Monday, August 20, 2012

Boxes

I hate to admit it, but I live in a box.  It's a box created for me by others, by business, family, friends and the world around me. But the really sad truth is that I willingly climbed in the box and taped the lid shut...never asking if it was a box I should be in at all, never thinking about the implications of such a box in my life.  Like everyone around me I was given a box by someone somewhere and willingly made it my own and even wrote my name on it!  It became part of my identity.

Like children playing, making cars, houses and forts out of boxes we adults build invisible boxes for one another.  Boxes of expectation, roles, position, and a hundred other words to describe the box we have come to call our identity, or role, our "place".  We never stop to think about what that box means, how it might affect us and our choices or the way we think. Our box limits our choices, restricts our vision, and frustrates our gifts.

This morning I had coffee with a good friend who told me I was living in a box.  He didn't know where I got it, but he described it well.  As he listened to me he made me aware  of how restricted my vision had become because of the box I had accepted many years ago.  It was humbling to realize I had been given a box and had never questioned its role in my life.  Was it right? Should I get into it? Is this the way I should live?  Is this how I should think?

Without any questions I took the boxes handed me and made them my own. They have limited me, identified me, and restricted God's work in my life.  How did I ever let this happen? Why did I believe this box was what I needed to identify me?


Children love boxes.  They aren't so much fun when they define your life, your thinking or your values as an adult.  I can't believe that I let this happen....happy to look out the hole I had cut in my box and survey the world around me....trying to make boxes like mine for others....only to find I had made prisoners of us all.  

I'm taking a different tack today as I look at my thoughts and my life.  I've decided it's time to be done with the boxes of childhood and walk in the freedom of the grace that Christ has provided.  

Read Romans 8 as you look at your own life. What boxes have you made your own?  How have you missed God's grace by accepting the boxes others have given you?  

4 comments:

Mike McM said...

Boxes are not all bad. They are comfortable for a time. They provide structure and a since of belonging. The problem with boxes are that they are not for long term use. God sends His rain and the box has to go. Wet messy boxes are no fun, so God's children need to find the new ones that He is always providing. I have lived in a lot of different boxes over the years. I am always kind of sad when one gets washed away, but He always has provided a better box just around the cornor. We live in tents (boxes) in this wilderness for now, but God is prepairing our mansion and it is just aroud the next bend!

Mike Messerli said...

Mike, great comments! Thanks for your added thoughts. A good rain does take care of boxes, doesn't it?

Rebekah Loe said...

It can be difficult to differentiate between a man-made box and a God-designed limitation. I would love to be a teaching pastor, but as a woman I have God-given parameters within which He requires me to serve. There are a myriad of other areas where the line between His desire and man's expectations is not so clear. I need wisdom to know when to gracefully accept a role and when to fight my way out of a box.

Mike Messerli said...

Great thoughts Becky. Wisdom is a big need when it comes to dealing with boxes. I like your contrast, you highlight an important difference between God given roles and the boxes we make or accept. It's often hard to sort all that out, isn't it?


* _About this exercise_:
Each entry must come back word for word; drop the images as you go.
START Material provided
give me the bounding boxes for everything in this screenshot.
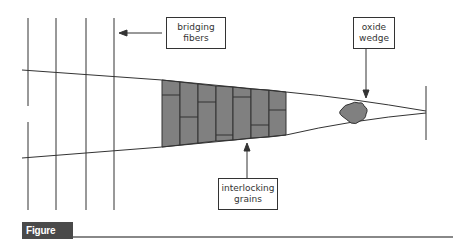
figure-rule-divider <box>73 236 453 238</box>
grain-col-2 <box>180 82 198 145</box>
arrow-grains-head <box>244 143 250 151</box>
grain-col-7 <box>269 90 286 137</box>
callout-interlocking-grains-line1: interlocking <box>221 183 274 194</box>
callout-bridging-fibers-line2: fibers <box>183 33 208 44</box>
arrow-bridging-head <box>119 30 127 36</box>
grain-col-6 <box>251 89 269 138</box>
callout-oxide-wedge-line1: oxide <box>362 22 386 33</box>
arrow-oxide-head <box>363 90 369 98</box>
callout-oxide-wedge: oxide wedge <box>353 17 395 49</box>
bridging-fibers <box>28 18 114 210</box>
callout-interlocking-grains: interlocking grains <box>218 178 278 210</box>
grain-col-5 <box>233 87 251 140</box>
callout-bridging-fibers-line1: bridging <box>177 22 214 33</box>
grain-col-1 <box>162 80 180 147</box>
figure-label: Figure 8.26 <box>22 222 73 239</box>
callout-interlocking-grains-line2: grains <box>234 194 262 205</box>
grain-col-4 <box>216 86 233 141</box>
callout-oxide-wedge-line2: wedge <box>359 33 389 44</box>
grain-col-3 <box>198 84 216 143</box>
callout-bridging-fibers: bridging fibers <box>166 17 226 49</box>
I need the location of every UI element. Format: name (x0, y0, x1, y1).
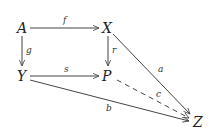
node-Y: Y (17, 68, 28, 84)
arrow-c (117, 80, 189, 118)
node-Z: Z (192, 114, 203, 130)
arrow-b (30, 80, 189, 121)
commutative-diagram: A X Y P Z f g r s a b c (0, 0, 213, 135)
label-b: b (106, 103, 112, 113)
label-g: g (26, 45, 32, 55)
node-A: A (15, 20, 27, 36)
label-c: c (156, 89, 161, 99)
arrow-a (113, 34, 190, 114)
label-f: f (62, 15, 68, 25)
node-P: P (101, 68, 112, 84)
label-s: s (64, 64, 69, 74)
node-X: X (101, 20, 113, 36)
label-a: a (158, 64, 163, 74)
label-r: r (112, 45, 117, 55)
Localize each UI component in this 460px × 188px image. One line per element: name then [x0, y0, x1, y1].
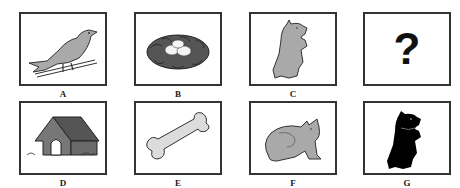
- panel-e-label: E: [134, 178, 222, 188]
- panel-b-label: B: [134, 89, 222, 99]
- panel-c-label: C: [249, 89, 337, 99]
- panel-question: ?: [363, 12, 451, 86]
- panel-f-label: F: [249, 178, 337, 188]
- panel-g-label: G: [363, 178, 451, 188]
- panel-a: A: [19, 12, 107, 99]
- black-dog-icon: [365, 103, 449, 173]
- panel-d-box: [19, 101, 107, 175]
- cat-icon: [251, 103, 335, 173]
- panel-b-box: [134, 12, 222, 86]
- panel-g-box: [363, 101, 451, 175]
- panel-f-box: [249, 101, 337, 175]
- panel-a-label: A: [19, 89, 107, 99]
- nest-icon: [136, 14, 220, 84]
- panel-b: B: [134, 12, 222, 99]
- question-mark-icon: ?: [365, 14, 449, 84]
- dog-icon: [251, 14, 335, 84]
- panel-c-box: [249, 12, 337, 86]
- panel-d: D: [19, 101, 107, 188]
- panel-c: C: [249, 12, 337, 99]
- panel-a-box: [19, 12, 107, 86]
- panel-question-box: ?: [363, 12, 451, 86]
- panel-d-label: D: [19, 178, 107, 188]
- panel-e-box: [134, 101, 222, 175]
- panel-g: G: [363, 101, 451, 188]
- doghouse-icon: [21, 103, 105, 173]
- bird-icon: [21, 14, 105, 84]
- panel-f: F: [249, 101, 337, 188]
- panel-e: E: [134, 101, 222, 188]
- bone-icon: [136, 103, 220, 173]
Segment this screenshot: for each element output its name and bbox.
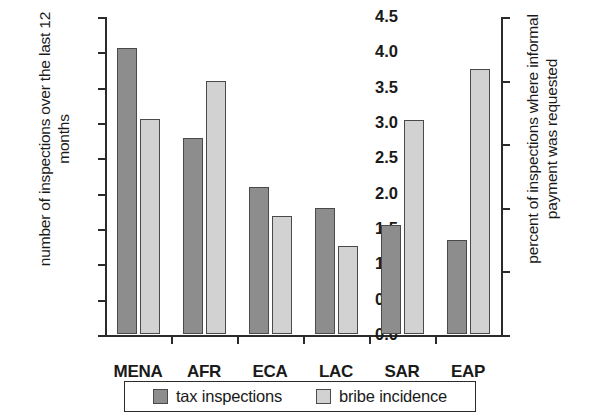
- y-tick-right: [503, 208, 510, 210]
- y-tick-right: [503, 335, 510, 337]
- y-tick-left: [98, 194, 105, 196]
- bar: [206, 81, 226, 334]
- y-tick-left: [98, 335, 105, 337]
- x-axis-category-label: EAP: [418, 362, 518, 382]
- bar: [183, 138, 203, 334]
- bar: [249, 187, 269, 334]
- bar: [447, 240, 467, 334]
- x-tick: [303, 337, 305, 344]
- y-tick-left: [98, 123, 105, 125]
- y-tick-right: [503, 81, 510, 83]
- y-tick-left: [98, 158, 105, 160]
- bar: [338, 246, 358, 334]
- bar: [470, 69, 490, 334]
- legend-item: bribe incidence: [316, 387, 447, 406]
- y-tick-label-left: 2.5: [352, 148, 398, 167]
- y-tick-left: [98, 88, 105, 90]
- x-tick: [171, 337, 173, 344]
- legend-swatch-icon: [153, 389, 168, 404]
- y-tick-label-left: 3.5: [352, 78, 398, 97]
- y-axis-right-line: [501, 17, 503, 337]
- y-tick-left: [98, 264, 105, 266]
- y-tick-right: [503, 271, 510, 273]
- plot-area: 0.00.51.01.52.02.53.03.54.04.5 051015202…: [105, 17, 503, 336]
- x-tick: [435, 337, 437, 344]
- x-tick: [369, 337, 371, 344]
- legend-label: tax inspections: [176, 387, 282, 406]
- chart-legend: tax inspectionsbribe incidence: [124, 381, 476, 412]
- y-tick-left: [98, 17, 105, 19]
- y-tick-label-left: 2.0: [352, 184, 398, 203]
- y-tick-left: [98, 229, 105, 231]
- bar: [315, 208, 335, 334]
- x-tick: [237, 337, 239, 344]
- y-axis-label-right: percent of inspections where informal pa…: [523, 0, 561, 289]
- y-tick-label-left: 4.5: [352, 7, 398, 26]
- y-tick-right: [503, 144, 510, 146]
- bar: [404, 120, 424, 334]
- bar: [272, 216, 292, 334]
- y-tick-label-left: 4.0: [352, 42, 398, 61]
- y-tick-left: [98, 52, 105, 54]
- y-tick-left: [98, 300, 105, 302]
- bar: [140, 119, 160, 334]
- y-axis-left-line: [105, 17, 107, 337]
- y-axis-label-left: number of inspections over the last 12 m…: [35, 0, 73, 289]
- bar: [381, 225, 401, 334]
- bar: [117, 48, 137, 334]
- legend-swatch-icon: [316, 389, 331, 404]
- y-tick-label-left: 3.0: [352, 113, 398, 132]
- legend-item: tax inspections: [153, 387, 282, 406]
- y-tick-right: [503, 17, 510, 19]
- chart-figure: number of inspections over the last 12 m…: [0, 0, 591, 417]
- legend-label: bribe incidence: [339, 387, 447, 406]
END Material provided
* _Expected answer_:
give me the bounding boxes for everything in this screenshot.
figure-rule-divider <box>73 236 453 238</box>
grain-col-2 <box>180 82 198 145</box>
arrow-grains-head <box>244 143 250 151</box>
grain-col-7 <box>269 90 286 137</box>
callout-interlocking-grains-line1: interlocking <box>221 183 274 194</box>
callout-bridging-fibers-line2: fibers <box>183 33 208 44</box>
arrow-bridging-head <box>119 30 127 36</box>
grain-col-6 <box>251 89 269 138</box>
callout-oxide-wedge-line1: oxide <box>362 22 386 33</box>
arrow-oxide-head <box>363 90 369 98</box>
callout-oxide-wedge: oxide wedge <box>353 17 395 49</box>
bridging-fibers <box>28 18 114 210</box>
callout-interlocking-grains: interlocking grains <box>218 178 278 210</box>
grain-col-5 <box>233 87 251 140</box>
callout-bridging-fibers-line1: bridging <box>177 22 214 33</box>
grain-col-1 <box>162 80 180 147</box>
figure-label: Figure 8.26 <box>22 222 73 239</box>
callout-interlocking-grains-line2: grains <box>234 194 262 205</box>
grain-col-4 <box>216 86 233 141</box>
callout-oxide-wedge-line2: wedge <box>359 33 389 44</box>
grain-col-3 <box>198 84 216 143</box>
callout-bridging-fibers: bridging fibers <box>166 17 226 49</box>
I need the location of every UI element. Format: name (x0, y0, x1, y1).
node-Y: Y (17, 68, 28, 84)
arrow-c (117, 80, 189, 118)
node-Z: Z (192, 114, 203, 130)
arrow-b (30, 80, 189, 121)
commutative-diagram: A X Y P Z f g r s a b c (0, 0, 213, 135)
label-b: b (106, 103, 112, 113)
label-g: g (26, 45, 32, 55)
node-A: A (15, 20, 27, 36)
label-c: c (156, 89, 161, 99)
arrow-a (113, 34, 190, 114)
label-f: f (62, 15, 68, 25)
node-P: P (101, 68, 112, 84)
label-s: s (64, 64, 69, 74)
node-X: X (101, 20, 113, 36)
label-a: a (158, 64, 163, 74)
label-r: r (112, 45, 117, 55)
Localize each UI component in this 460px × 188px image. One line per element: name then [x0, y0, x1, y1].
- panel-e-label: E: [134, 178, 222, 188]
- panel-b-label: B: [134, 89, 222, 99]
- panel-c-label: C: [249, 89, 337, 99]
- panel-question: ?: [363, 12, 451, 86]
- panel-f-label: F: [249, 178, 337, 188]
- panel-g-label: G: [363, 178, 451, 188]
- panel-a: A: [19, 12, 107, 99]
- black-dog-icon: [365, 103, 449, 173]
- panel-d-box: [19, 101, 107, 175]
- cat-icon: [251, 103, 335, 173]
- panel-b-box: [134, 12, 222, 86]
- panel-g-box: [363, 101, 451, 175]
- panel-f-box: [249, 101, 337, 175]
- panel-a-label: A: [19, 89, 107, 99]
- nest-icon: [136, 14, 220, 84]
- panel-b: B: [134, 12, 222, 99]
- question-mark-icon: ?: [365, 14, 449, 84]
- dog-icon: [251, 14, 335, 84]
- panel-c-box: [249, 12, 337, 86]
- panel-d: D: [19, 101, 107, 188]
- panel-c: C: [249, 12, 337, 99]
- panel-a-box: [19, 12, 107, 86]
- panel-question-box: ?: [363, 12, 451, 86]
- panel-d-label: D: [19, 178, 107, 188]
- panel-e-box: [134, 101, 222, 175]
- panel-g: G: [363, 101, 451, 188]
- doghouse-icon: [21, 103, 105, 173]
- bird-icon: [21, 14, 105, 84]
- panel-f: F: [249, 101, 337, 188]
- panel-e: E: [134, 101, 222, 188]
- bone-icon: [136, 103, 220, 173]
Segment this screenshot: for each element output its name and bbox.
- y-tick-right: [503, 208, 510, 210]
- y-tick-right: [503, 335, 510, 337]
- y-tick-left: [98, 194, 105, 196]
- bar: [206, 81, 226, 334]
- y-tick-left: [98, 335, 105, 337]
- x-axis-category-label: EAP: [418, 362, 518, 382]
- bar: [183, 138, 203, 334]
- bar: [249, 187, 269, 334]
- bar: [447, 240, 467, 334]
- x-tick: [303, 337, 305, 344]
- y-tick-left: [98, 123, 105, 125]
- y-tick-right: [503, 81, 510, 83]
- y-tick-left: [98, 158, 105, 160]
- bar: [338, 246, 358, 334]
- bar: [470, 69, 490, 334]
- legend-item: bribe incidence: [316, 387, 447, 406]
- y-tick-label-left: 2.5: [352, 148, 398, 167]
- y-tick-left: [98, 88, 105, 90]
- x-tick: [171, 337, 173, 344]
- legend-swatch-icon: [153, 389, 168, 404]
- y-tick-label-left: 3.5: [352, 78, 398, 97]
- y-axis-right-line: [501, 17, 503, 337]
- y-tick-left: [98, 264, 105, 266]
- y-tick-right: [503, 271, 510, 273]
- plot-area: 0.00.51.01.52.02.53.03.54.04.5 051015202…: [105, 17, 503, 336]
- x-tick: [435, 337, 437, 344]
- x-tick: [369, 337, 371, 344]
- legend-label: tax inspections: [176, 387, 282, 406]
- chart-legend: tax inspectionsbribe incidence: [124, 381, 476, 412]
- y-tick-left: [98, 17, 105, 19]
- y-tick-label-left: 2.0: [352, 184, 398, 203]
- y-tick-left: [98, 229, 105, 231]
- bar: [315, 208, 335, 334]
- x-tick: [237, 337, 239, 344]
- y-axis-label-right: percent of inspections where informal pa…: [523, 0, 561, 289]
- y-tick-label-left: 4.5: [352, 7, 398, 26]
- y-tick-right: [503, 144, 510, 146]
- bar: [404, 120, 424, 334]
- bar: [272, 216, 292, 334]
- y-tick-label-left: 4.0: [352, 42, 398, 61]
- y-tick-left: [98, 52, 105, 54]
- y-tick-left: [98, 300, 105, 302]
- bar: [140, 119, 160, 334]
- y-axis-left-line: [105, 17, 107, 337]
- y-axis-label-left: number of inspections over the last 12 m…: [35, 0, 73, 289]
- bar: [381, 225, 401, 334]
- bar: [117, 48, 137, 334]
- legend-swatch-icon: [316, 389, 331, 404]
- y-tick-label-left: 3.0: [352, 113, 398, 132]
- legend-item: tax inspections: [153, 387, 282, 406]
- y-tick-right: [503, 17, 510, 19]
- chart-figure: number of inspections over the last 12 m…: [0, 0, 591, 417]
- legend-label: bribe incidence: [339, 387, 447, 406]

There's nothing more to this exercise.